8.15.2007

Quad Male A

Long time no type. Part of the reason I started this blog was to share the occasional random bit of info, technique, or tool related to creating computer graphics for games. He’re the first entry along those lines: The Quad Base Mesh Tool.

Mudbox and Zbrush prefer base meshes built out of quad polys, rather than tri or N-sided faces. To that end, a number of artists have developed base meshes that they merge into their scenes to start. I did too, but I took it up a notch: I wrote a simple maxscripted plugin that installs into a toolbar in the 3dsmax UI that when pressed, automatically creates a generic quad poly base mesh about the origin. This can then be exported immediately or edited beforehand for sculpting in MB or ZB.

FEATURES:
Quad Male A is entirely modeled out of quads; 988 of them to be exact. (1976 tri faces when triangulated.) He features full fingers and toes and increased density about the head area. Sorry, no mouth or eyes; he is intended for quick concepting and roughing out forms. Besides, pretty much everyone rebuilds their meshes once the form is approved anyway. Quad Male A stands in a nuetral pose: arms out and down at a 45 degree angle, legs spread shoulder width apart. Quad male is also fully UV’d, based upon my highly developed mapping theories: Exterior UV edges of UV elements are locked to precise pixel boundaries and there is enough edge padding of the UV elements to combat bilinear filtering of a 128x128 mip map at distance.

Quad Male A is VERY generic. I found that by starting my sculpts with a mesh whose form was more developed than this, I would tend to get locked into repetitive designs, so simple won the day and I am freer to explore creatively. YMMV.

This tool was written for 3dsmax 9, though I expect it will run in any version back to release 5, or the first appearance of Edit Poly, whichever came first... maybe. I expect it will run in 3dsmax 2008, (release 10,) assuming something didn’t get totally fubared during development of that product. I haven’t tested it.

INSTALL:


  • Get it here:

http://www.alan-noon.com/misc/tools/QuadMaleA.zip

  • Close 3dsmax

  • Download the zip file and extract the contents as such:
    .BMPs into …\Program Files\Autodesk\3ds Max 9\ui\Icons
    .MSE into …\Program Files\Autodesk\3ds Max 9\ui\macroscripts\Noon_MCRs (I like to separate out my personal scripts.
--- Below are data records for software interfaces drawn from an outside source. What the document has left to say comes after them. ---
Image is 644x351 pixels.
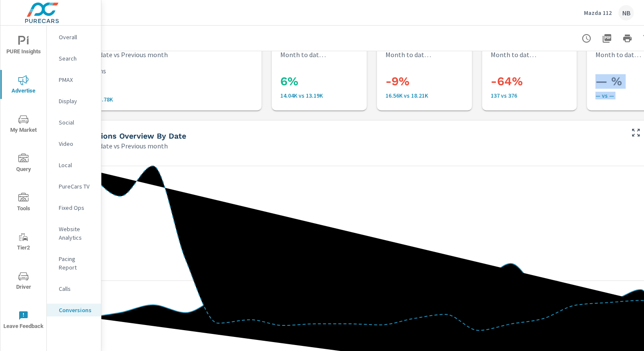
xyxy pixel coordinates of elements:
[3,154,44,175] span: Query
[1,25,46,339] div: nav menu
[3,192,44,213] span: Tools
[47,73,101,86] div: PMAX
[3,35,44,57] span: PURE Insights
[70,96,253,103] p: 30,742 vs 31,775
[70,67,253,74] p: Conversions
[47,304,101,316] div: Conversions
[47,252,101,273] div: Pacing Report
[3,75,44,96] span: Advertise
[598,30,615,47] button: "Export Report to PDF"
[47,116,101,129] div: Social
[59,224,94,242] p: Website Analytics
[47,94,101,107] div: Display
[385,92,498,99] p: 16,564 vs 18,206
[3,232,44,253] span: Tier2
[59,118,94,127] p: Social
[281,74,393,89] h3: 6%
[59,97,94,105] p: Display
[385,50,433,60] p: Month to date vs Previous month
[70,132,186,140] h5: Conversions Overview By Date
[59,182,94,191] p: PureCars TV
[47,138,101,150] div: Video
[59,284,94,293] p: Calls
[47,223,101,244] div: Website Analytics
[491,74,604,89] h3: -64%
[59,54,94,62] p: Search
[59,255,94,272] p: Pacing Report
[281,50,328,60] p: Month to date vs Previous month
[47,283,101,295] div: Calls
[47,52,101,65] div: Search
[59,305,94,315] p: Conversions
[70,50,168,60] p: Month to date vs Previous month
[596,50,643,60] p: Month to date vs Previous month
[491,50,538,60] p: Month to date vs Previous month
[619,5,634,20] div: NB
[59,161,94,170] p: Local
[619,30,636,47] button: Print Report
[584,9,612,17] p: Mazda 112
[3,271,44,292] span: Driver
[59,203,94,212] p: Fixed Ops
[59,33,94,41] p: Overall
[70,141,168,151] p: Month to date vs Previous month
[70,78,253,93] h3: -3%
[281,92,393,99] p: 14,041 vs 13,193
[385,74,498,89] h3: -9%
[47,202,101,214] div: Fixed Ops
[47,180,101,192] div: PureCars TV
[491,92,604,99] p: 137 vs 376
[47,30,101,44] div: Overall
[3,114,44,135] span: My Market
[59,75,94,84] p: PMAX
[47,159,101,171] div: Local
[59,139,94,148] p: Video
[3,310,44,332] span: Leave Feedback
I suggest you do the same.)

  • Open 3dsmax

  • Menu bar-->Customize-->Customize User Interface-->Toolbar Tab:
    Change "Category" Drop Down List to: Noon
    Drag "Oscar: male quad base mesh" to a toolbar of you liking

  • Click "Save"

  • Click "Save" (Again)

  • Close Customize UI

USAGE:
  • Press button
  • Modify mesh if/as desired
  • Export to the sculpting application of your preference
  • Sculpt like a madman till the wee hours.
NOTES:
This was a fun tool to write. In order to complete it, I first had to write another tool, which I dubbed "The Pluginizer." The Pluginizer takes any mesh and writes out all of the vert, face, and UV data into a format that can be directly taken back in as arguments to maxscript functions that rebuild the model from scratch. So now, creating new base mesh tools is as easy as:


  • Build original base model to suit
  • Run Pluginizer on base model
  • Attach a little snippet of code at the tail of Pluginizer’s output
  • Attach the macroscript definition code at the head of the output
  • Install macroscript

So someday I’ll get around to creating Quad Female A and what-have-you, but till then, let me know how you like Quad Male A and if you end up using him for your work, I’d love to see the results. Enjoy!

2 COMMENTS:

heavyness said...

thanks for sharing this tool! very cool.

Alan Noon said...

No problem! Please note: The earlier link and zip file were bad. Please download and try again if it doesn't work for you.